Architecture overview

Once I had the basic idea working, I shaped the Actor around the parts of Apify that were actually useful here: reusable inputs, Actor composition, structured output, and built-in storage for caching.

The pipeline ended up looking like this:

  1. Actor input: medicine_name in any language and target_lang.
  2. Normalization: Translate non-English names into a best-effort English search term; leave English input untouched. Lightweight by design, not full generic-name resolution.
  3. Actor-to-Actor search: Call apify/google-search-scraper to find relevant Drugs.com sources.
  4. Summarization: Use Gemini to extract dosage guidance and safety flags into JSON.
  5. Localization: Use Lingo.dev to translate instructions and transliterate medicine names when needed.
  6. Persistence: Cache repeated medicine/language pairs in Apify’s key-value store.
  7. Actor output: Push structured JSON to the dataset so downstream apps can consume it directly.

I originally tried to use one model for everything, but that broke down fast. Gemini 2.5 Flash ended up being the better fit for summarization and safety flag extraction, while Lingo.dev was much more reliable for localization and transliteration. Splitting those responsibilities made the overall pipeline more stable and easier to reason about.

Building the Actor

Step 1: Normalizing the drug name

The first real problem I hit was medicine name normalization.

My earliest version didn't use Lingo.dev for language detection. I was using Python’s langdetect module first because it was easy to use and I was already familiar with it. That worked fine in theory. In practice, it wasn't a good fit for this project because medicine names are usually very short, often just one word.

The obvious failure mode was that langdetect frequently tagged short medicine names as English even when they weren't, and French and Spanish inputs were the worst offenders. Once that happened, the Actor skipped translation entirely and treated the input as if it were already ready for English search. That meant the search stage started from the wrong assumption before the pipeline had really begun.

That was the point where I stopped treating language detection as a utility problem and started treating it as a medicine input problem. I didn't need generic name resolution in version one. I just needed a way to turn medicine names into a best-effort English search term without damaging inputs that were already clean. I just needed to get medicine names working.

So I dropped langdetect and switched to Lingo.dev for locale detection. I only used it in a very simple way:

  • If the medicine name input is already English, leave it alone.
  • If the medicine name isn't English, translate it to English before searching.
  • If localization fails, fall back to the raw medicine name input instead of crashing the Actor.

It sounds minor, but it actually fixed a real bug in my earlier version.

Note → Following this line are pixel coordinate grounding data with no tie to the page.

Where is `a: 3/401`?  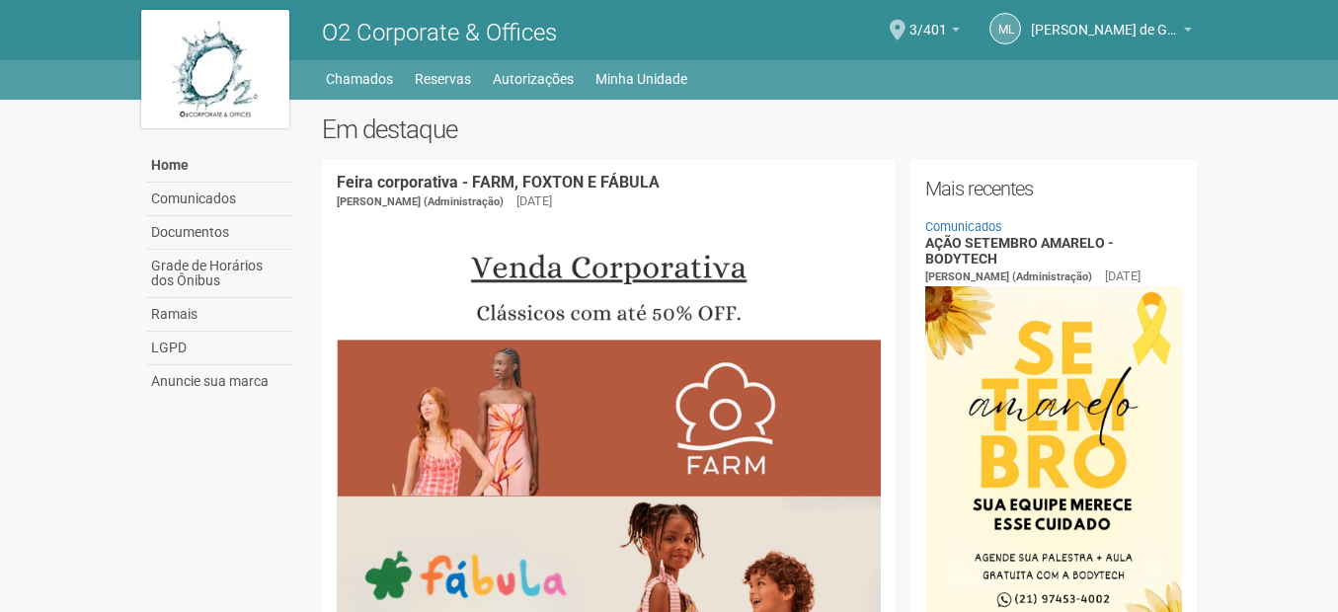 a: 3/401 is located at coordinates (934, 33). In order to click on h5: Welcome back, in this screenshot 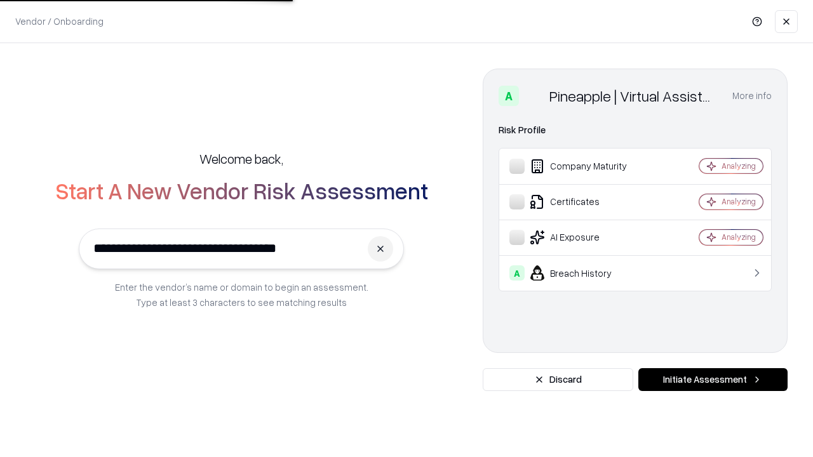, I will do `click(241, 159)`.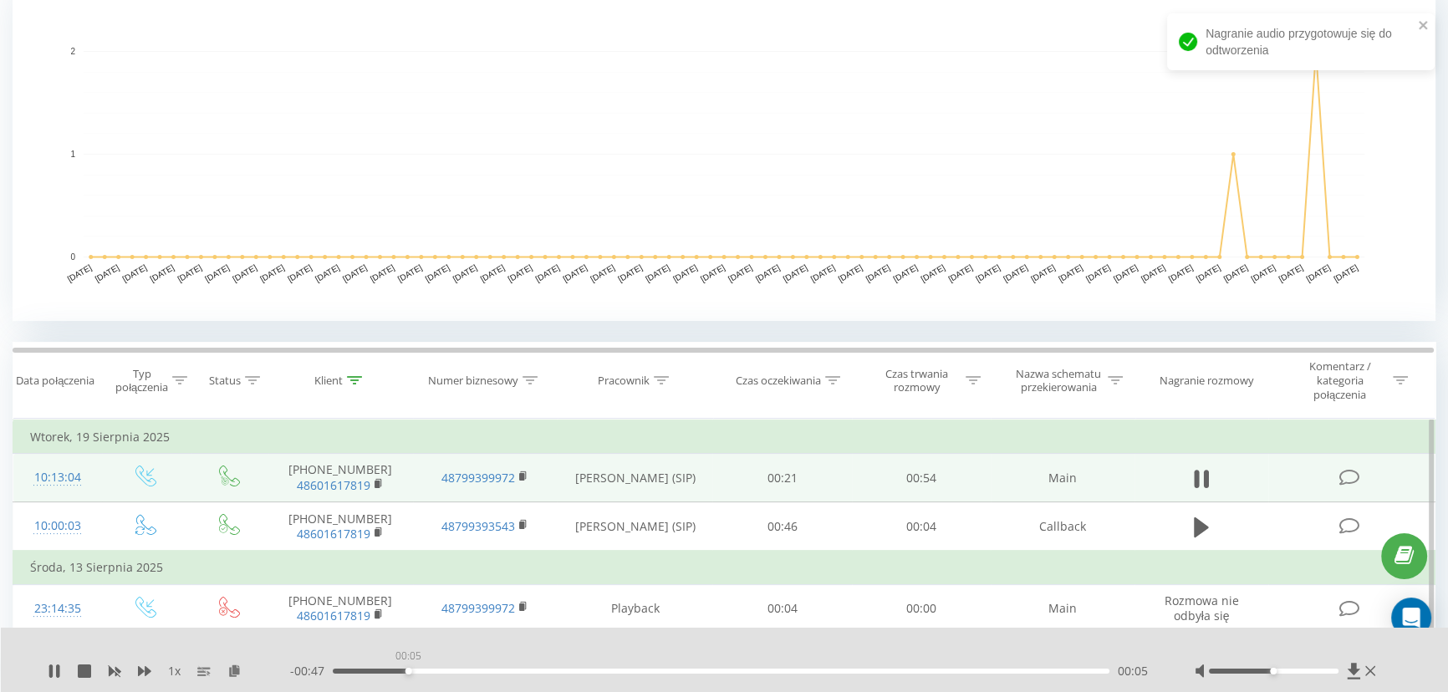  Describe the element at coordinates (635, 609) in the screenshot. I see `td: Playback` at that location.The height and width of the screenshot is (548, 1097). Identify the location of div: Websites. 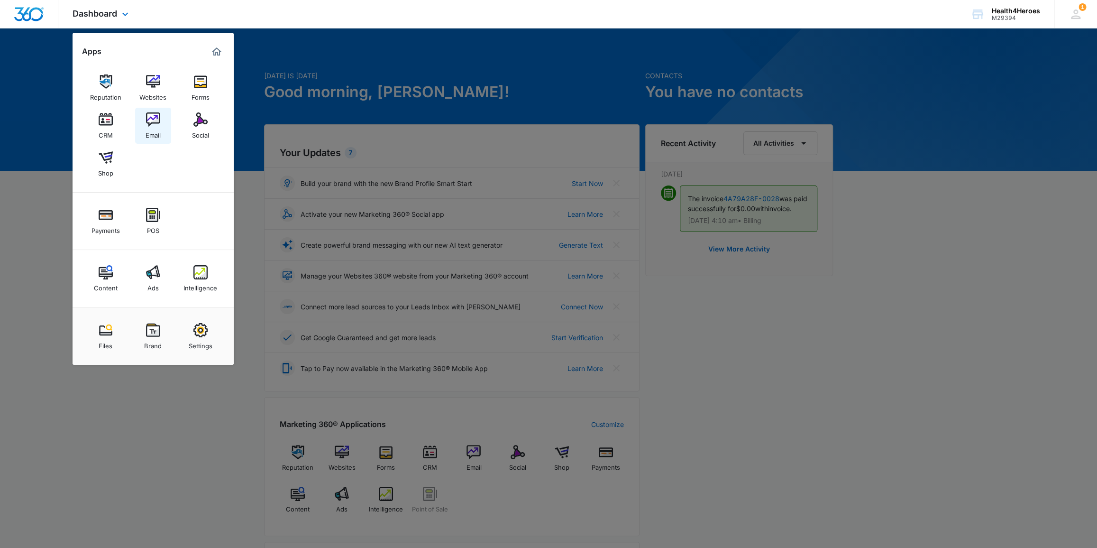
(153, 95).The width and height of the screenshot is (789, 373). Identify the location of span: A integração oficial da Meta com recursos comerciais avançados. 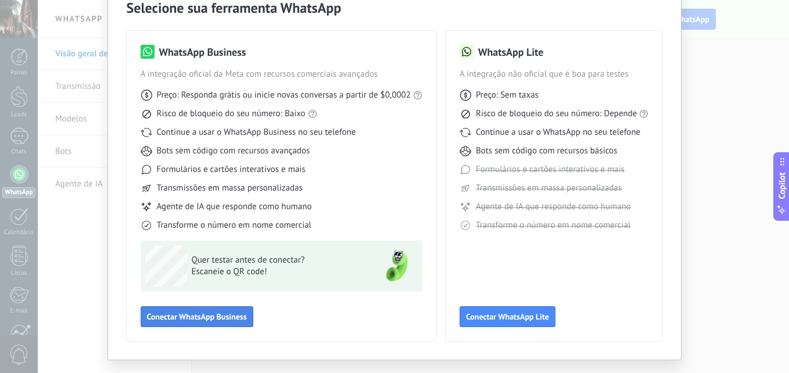
(281, 74). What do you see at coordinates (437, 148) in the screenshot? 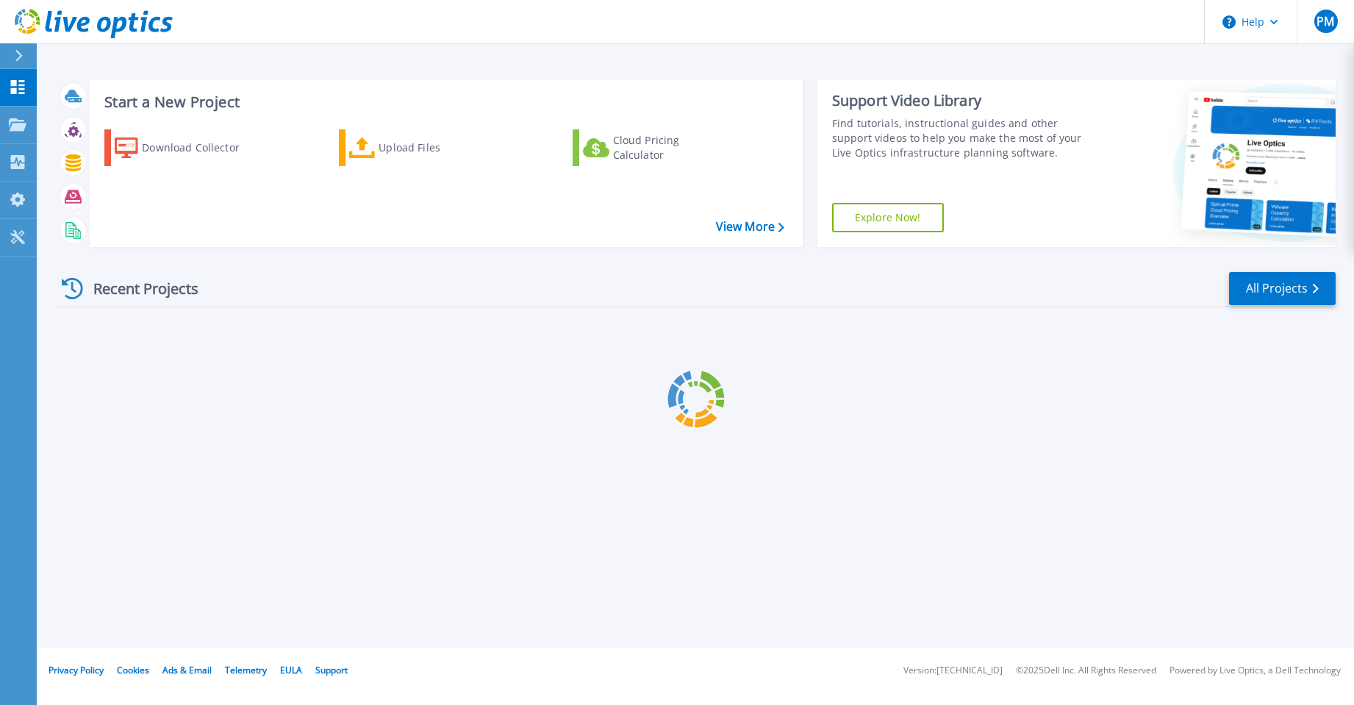
I see `div: Upload Files` at bounding box center [437, 148].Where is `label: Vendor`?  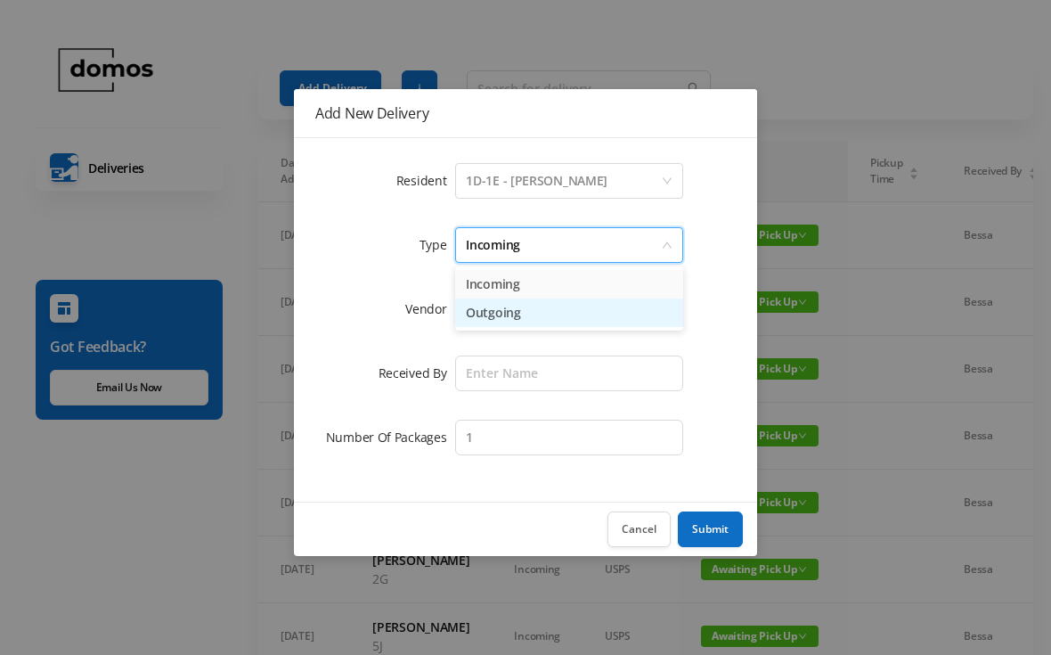 label: Vendor is located at coordinates (430, 308).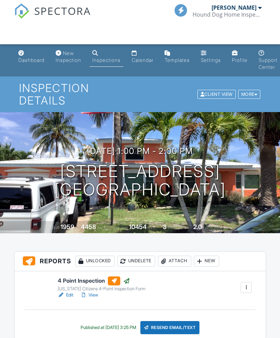 The image size is (280, 338). Describe the element at coordinates (65, 295) in the screenshot. I see `a: Edit` at that location.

It also meant I could leave clean inputs like Advil and Dolo 650 alone while still getting a usable search term for inputs like バファリン (Bufferin).

This is the normalization logic that finally worked for me:

if lingo_key:
    try:
        async with LingoDotDevEngine({"api_key": lingo_key}) as engine:
            source_lang = "en"
            try:
                detected = await engine.recognize_locale(raw_input_name)
                if detected:
                    source_lang = detected
            except Exception:
                source_lang = "en"

            if source_lang != "en":
                search_term = await engine.localize_text(
                    raw_input_name,
                    {
                        "source_locale": source_lang,
                        "target_locale": "en"
                    }
                )
            else:
                search_term = raw_input_name
    except Exception:
        pass
🗒️
This snippet was shortened for readability. The full Actor source includes imports, the input schema, and helper functions.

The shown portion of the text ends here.